Crazyguy,
While everyone is entitled to their views, and indeed, some of the later interpolations of Ezra and Daniel, and writings that did not make into the Tanakh (such as Tobit) show Greek influence, the Hebrew Bible as a whole is a product of the pre-Hellenistic era.
The Tanakh was compiled during the Babylonian exile, in the 500s BCE, when the Jews were cutoff from the world. This was during the end of the era of Archaic Greek society, and the Jews would not encounter the Greeks until the exile ended and the Classical Greek world began.
The Jews would first make contact with Hellenism just prior to the Hasmonean revolt at the end of the 3rd century,3-4 hundred years after the Hebrew Scriptures had been written.
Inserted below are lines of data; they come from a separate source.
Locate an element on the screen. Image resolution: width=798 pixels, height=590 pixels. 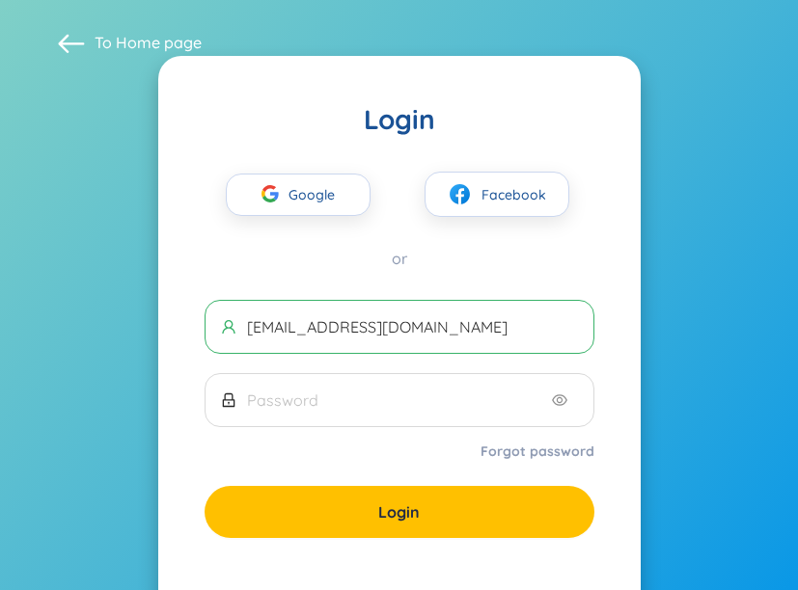
button: Google is located at coordinates (298, 195).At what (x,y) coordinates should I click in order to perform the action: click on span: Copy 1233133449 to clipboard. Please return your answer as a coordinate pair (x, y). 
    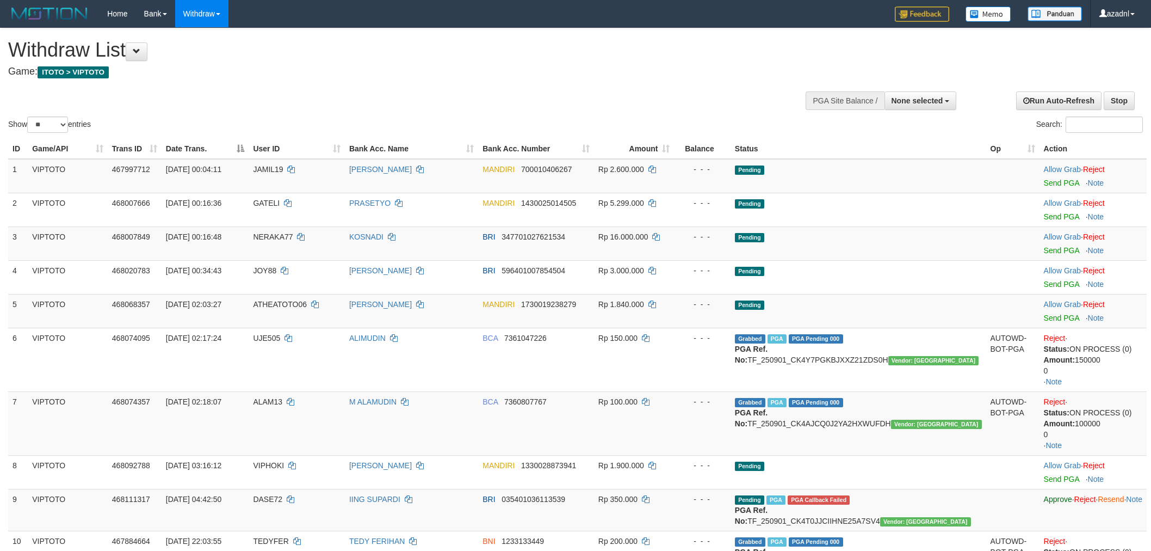
    Looking at the image, I should click on (523, 541).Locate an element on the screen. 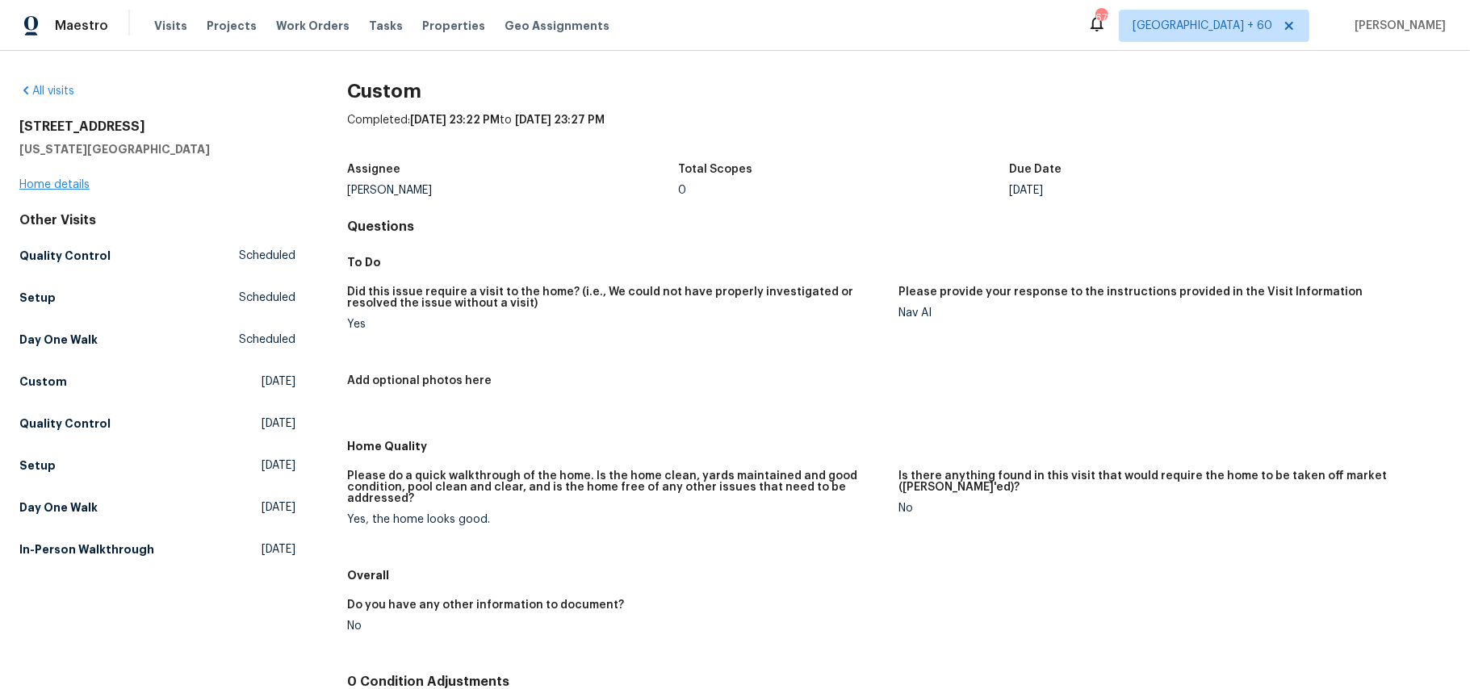 The width and height of the screenshot is (1470, 689). h5: Please do a quick walkthrough of the home. Is the home clean, yards maintained and good condition... is located at coordinates (617, 488).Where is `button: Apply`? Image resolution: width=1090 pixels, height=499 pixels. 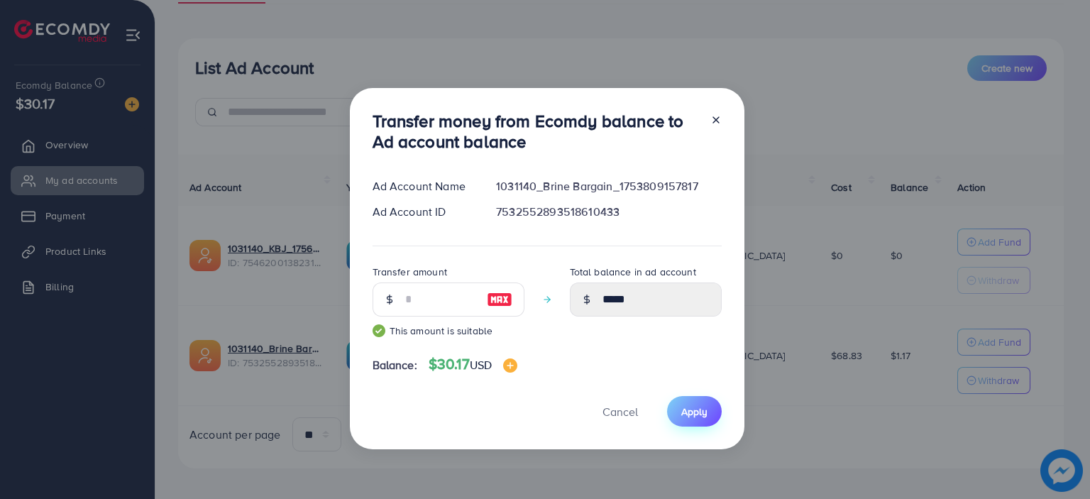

The introduction of Chanukah into the Jewish calendar in the 2nd century BCE, marks how late (and originally destructive) this first encounter was.
When Egypt fell to Greece, Hellenistic Jews moved to Alexandria. The Septuagint was the result, but the experiment did not last long. The Septuagint was eventually rejected by Judaism because of this Greek influence upon the text, even though even in the Septuagint it was somewhat minor. To this day Jews regard the Septuagint as a faulty and untrustworthy translation. None of the Greek additions in the Septuagint occur in the accepted Jewish text of the Tanakh. Only the Catholic and Greek Orthodox Church accept these Greek additions as canonical.